What Does it Mean to be Federally Recognized?
There are currently 565 federally recognized tribes in the United States, but there are many others that do not have the benefit of that distinction. John Shagonaby, Curtis Chambers, and Matthew Fletcher will discuss their unique perspectives on this issue.
John L. Shagonaby is the Chief Executive Officer of the Gun Lake (federally recognized) Tribal Gaming Authority. John started this role in March 2004. Previously, John served as the Executive Director of the Tribe’s administrative office. John has also served on the Tribal Council for 12 years as a Council Member, Treasurer and Vice-Chairman.
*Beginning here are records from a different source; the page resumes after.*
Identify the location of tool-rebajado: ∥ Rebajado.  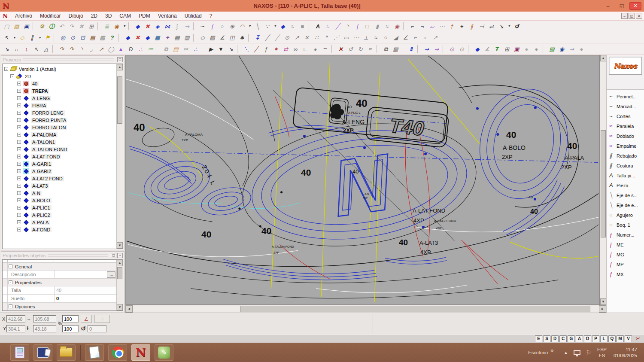
(627, 155).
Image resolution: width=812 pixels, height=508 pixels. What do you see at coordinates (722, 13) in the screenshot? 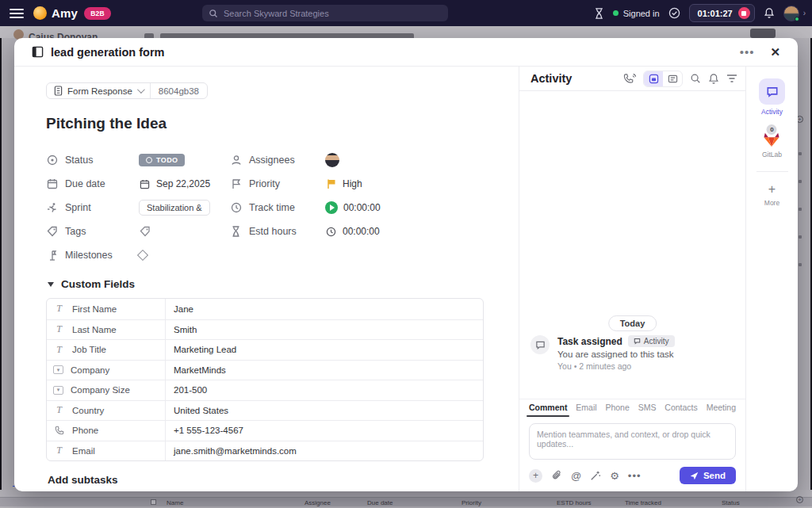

Curtis Chambers, Chairman of the Burt Lake Band (non-federally recognized) was re-elected on August 9, 2008. He is also the Harbormaster of Cheboygan County Marina and a devout Catholic.
Curtis’s first priority for the Burt Lake Band is to be federally recognized. His second goal is to provide housing and health care to Burt Lake Band members. He also believes that diversity in business is a necessity to help move the tribe into the future.
Matthew Fletcher is Director of the MSU Indigenous Law and Policy Center. He is a member of the Grand Traverse Band of Ottawa and Chippewa Indians, the first tribe to be federally recognized under the Department of Interior’s federal acknowledgment process. He is the author of a forthcoming legal and political history of the Grand Traverse Band (Michigan State University Press).